Multiple Sclerosis campaigners have claimed thousands of patients will be denied a tablet once hailed a breakthrough in treating the condition.
Rhiannon Mills, Sky News reporter
Fingolimod is the first pill to treat MS, but now NICE, the health watchdog, has ruled it should not be funded by the NHS because it is not cost effective.
Amanda Cook from Norfolk has taken the tablet for the past three years.
She told Sky News: "This tablet has changed my life completely. I think it's a very disappointing decision.
"It takes away another option for MS therapies and I think it's the wrong decision."
Research found that Fingolimod reduces the number of relapses for sufferers by more than a half, and cuts disability progression by 30 percent in some cases.
The decision today will really effect those people for whom current therapies aren't working or for one reason aren't able to take the new generation therapies. MS Society chief executive Simon Gillespie
But NICE - which recommends which medicines should be prescribed on the NHS - said: "Unfortunately our independent committee wasn't given sufficient evidence to show that Fingolimod could reduce relapses considerably better than the other treatments currently being used."
The MS society wants the health watchdog to reconsider the decision. They claim 6,000 patients could benefit from the drug.
Chief executive Simon Gillespie added: "You'd be better off having MS anywhere else in Europe really.
"There are five countries that are worse on the department of health figures than the UK.
"The decision today will really affect those people for whom current therapies aren't working or for one reason aren't able to take the new generation therapies."
Norfolk and Norwich University Hospital's Dr Martin Lees, who was involved in the clinical trials, said: "We had hoped it would be a very important additional therapeutic option for patients whose disease was not effectively controlled by standard therapies.
"That option is currently removed and there are no other very good options at present."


**EXERCISE BRIEF**
Using the material that follows, identify and copy each line with the string "iframe".

---+---

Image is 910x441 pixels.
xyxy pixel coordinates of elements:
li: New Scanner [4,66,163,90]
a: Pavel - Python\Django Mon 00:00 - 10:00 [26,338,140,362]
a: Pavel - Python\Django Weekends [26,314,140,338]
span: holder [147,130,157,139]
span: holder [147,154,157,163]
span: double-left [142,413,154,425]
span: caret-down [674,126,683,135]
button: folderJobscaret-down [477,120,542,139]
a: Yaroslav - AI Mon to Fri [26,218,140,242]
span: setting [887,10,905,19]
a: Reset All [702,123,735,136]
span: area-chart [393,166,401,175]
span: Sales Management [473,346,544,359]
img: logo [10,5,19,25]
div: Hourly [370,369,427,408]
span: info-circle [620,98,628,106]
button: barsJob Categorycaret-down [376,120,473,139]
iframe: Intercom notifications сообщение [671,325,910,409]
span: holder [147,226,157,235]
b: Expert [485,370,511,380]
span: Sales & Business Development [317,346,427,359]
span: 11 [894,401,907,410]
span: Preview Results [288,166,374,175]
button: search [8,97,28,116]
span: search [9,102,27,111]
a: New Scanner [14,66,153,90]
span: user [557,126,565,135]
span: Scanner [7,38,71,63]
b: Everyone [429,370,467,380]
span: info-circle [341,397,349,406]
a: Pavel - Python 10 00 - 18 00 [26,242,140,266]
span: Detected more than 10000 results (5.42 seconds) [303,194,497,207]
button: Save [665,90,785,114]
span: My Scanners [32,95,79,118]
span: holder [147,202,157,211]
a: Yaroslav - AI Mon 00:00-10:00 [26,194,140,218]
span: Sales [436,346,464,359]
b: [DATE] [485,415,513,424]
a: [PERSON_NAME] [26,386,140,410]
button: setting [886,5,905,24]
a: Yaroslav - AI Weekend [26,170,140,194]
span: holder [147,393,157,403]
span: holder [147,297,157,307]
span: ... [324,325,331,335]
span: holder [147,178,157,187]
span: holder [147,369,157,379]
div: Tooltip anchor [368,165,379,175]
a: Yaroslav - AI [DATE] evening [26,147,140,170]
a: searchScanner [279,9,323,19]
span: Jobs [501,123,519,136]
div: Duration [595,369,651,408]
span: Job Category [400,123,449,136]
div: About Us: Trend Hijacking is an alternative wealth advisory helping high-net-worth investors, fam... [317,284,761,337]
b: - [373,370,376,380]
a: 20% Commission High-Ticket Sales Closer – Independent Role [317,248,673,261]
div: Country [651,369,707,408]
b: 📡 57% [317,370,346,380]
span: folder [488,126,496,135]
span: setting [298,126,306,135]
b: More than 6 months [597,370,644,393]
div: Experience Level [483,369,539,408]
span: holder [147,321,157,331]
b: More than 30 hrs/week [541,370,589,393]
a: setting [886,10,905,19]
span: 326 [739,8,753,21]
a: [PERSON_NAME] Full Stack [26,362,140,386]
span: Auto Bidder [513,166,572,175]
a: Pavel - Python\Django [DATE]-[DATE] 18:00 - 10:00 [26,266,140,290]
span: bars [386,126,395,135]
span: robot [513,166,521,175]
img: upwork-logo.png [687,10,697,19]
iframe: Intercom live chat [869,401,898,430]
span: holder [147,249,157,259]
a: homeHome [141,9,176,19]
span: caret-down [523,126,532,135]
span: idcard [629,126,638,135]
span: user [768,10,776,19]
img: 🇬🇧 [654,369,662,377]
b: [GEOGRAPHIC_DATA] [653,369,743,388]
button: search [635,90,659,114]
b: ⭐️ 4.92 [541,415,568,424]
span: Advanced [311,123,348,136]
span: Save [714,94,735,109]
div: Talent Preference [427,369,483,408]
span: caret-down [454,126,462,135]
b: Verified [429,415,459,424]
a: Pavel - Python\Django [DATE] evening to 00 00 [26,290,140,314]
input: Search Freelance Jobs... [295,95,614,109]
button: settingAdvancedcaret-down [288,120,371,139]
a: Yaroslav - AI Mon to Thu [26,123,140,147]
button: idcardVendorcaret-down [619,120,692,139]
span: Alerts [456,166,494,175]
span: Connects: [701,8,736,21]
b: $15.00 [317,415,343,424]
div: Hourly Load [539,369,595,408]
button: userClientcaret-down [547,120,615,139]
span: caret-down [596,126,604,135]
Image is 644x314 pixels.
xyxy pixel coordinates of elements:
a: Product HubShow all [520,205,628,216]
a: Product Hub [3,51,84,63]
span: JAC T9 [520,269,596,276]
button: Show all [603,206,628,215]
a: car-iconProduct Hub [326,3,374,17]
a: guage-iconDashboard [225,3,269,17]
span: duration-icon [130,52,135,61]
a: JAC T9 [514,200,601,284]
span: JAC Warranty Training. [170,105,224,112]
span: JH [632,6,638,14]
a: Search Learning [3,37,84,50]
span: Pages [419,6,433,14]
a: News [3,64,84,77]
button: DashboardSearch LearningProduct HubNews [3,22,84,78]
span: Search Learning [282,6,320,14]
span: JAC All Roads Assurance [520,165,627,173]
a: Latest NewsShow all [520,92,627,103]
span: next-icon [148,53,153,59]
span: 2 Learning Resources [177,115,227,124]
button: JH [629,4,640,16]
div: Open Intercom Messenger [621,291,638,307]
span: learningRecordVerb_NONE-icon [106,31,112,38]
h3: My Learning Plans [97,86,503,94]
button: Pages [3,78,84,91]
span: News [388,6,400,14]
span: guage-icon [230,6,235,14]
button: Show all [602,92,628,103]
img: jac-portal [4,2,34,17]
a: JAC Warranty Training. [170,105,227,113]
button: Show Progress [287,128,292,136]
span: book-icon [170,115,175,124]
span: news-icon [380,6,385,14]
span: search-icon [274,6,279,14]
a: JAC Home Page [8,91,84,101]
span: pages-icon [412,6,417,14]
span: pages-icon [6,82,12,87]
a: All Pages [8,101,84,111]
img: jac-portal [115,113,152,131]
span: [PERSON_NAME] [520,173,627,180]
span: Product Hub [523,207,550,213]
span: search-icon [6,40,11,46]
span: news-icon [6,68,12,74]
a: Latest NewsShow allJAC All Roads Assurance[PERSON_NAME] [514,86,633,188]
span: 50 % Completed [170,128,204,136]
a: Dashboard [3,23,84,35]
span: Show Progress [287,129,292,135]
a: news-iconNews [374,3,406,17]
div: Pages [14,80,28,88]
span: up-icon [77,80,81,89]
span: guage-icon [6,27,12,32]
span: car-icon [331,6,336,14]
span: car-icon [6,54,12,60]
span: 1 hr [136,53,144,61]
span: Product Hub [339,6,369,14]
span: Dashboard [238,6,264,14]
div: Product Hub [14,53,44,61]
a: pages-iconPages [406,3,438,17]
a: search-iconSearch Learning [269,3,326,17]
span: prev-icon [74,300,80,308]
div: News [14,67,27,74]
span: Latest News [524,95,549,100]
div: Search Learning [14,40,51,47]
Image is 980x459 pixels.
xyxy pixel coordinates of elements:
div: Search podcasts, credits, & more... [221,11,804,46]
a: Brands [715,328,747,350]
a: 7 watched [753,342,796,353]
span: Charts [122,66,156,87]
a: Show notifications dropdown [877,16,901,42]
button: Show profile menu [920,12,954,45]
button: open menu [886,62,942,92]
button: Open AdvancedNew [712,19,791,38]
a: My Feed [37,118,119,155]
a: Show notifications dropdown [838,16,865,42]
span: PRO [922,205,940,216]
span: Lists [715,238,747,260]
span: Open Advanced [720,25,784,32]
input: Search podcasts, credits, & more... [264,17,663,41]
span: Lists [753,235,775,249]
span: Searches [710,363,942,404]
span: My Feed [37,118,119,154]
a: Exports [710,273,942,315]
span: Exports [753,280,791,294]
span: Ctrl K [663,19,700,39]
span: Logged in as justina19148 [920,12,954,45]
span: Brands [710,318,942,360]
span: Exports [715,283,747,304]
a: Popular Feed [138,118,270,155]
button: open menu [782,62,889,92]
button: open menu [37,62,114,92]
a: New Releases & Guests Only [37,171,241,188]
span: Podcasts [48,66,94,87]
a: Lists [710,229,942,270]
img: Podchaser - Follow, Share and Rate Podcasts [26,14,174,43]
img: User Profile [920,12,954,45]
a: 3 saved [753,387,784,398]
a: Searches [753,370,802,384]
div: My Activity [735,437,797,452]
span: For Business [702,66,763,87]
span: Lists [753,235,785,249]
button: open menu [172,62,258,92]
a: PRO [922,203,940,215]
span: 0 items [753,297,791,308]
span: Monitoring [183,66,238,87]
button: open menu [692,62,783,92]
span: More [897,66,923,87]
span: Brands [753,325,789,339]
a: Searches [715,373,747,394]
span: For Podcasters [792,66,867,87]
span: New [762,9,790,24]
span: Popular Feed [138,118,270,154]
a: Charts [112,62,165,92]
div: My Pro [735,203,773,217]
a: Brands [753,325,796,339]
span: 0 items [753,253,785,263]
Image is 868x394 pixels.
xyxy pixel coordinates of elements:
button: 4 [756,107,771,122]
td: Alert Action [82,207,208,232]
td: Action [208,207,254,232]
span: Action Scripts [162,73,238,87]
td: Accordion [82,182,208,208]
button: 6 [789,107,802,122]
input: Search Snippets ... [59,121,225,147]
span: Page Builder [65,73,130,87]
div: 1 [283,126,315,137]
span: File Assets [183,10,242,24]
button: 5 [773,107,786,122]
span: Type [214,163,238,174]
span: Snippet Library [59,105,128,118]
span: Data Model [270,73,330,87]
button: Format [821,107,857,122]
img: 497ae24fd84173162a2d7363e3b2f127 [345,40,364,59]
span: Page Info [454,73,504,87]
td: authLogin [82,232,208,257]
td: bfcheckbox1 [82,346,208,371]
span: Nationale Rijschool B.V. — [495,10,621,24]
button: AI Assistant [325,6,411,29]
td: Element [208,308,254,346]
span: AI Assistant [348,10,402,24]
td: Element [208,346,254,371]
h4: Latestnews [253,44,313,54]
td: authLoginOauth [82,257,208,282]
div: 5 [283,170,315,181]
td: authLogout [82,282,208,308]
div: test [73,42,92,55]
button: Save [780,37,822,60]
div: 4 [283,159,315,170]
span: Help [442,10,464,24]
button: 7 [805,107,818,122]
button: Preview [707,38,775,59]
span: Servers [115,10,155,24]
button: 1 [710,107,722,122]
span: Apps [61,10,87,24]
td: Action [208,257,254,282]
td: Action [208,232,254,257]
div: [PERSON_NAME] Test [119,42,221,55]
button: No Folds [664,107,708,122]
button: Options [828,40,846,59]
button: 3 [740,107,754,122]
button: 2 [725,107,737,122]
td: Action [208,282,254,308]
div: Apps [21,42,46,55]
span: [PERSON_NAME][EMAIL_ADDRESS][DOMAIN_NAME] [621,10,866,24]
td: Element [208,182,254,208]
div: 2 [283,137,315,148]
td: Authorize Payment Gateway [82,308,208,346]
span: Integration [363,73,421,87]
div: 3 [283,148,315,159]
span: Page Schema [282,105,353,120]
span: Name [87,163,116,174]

---+---

**WORKED SOLUTION**
iframe: Intercom notifications сообщение [671,325,910,409]
iframe: Intercom live chat [869,401,898,430]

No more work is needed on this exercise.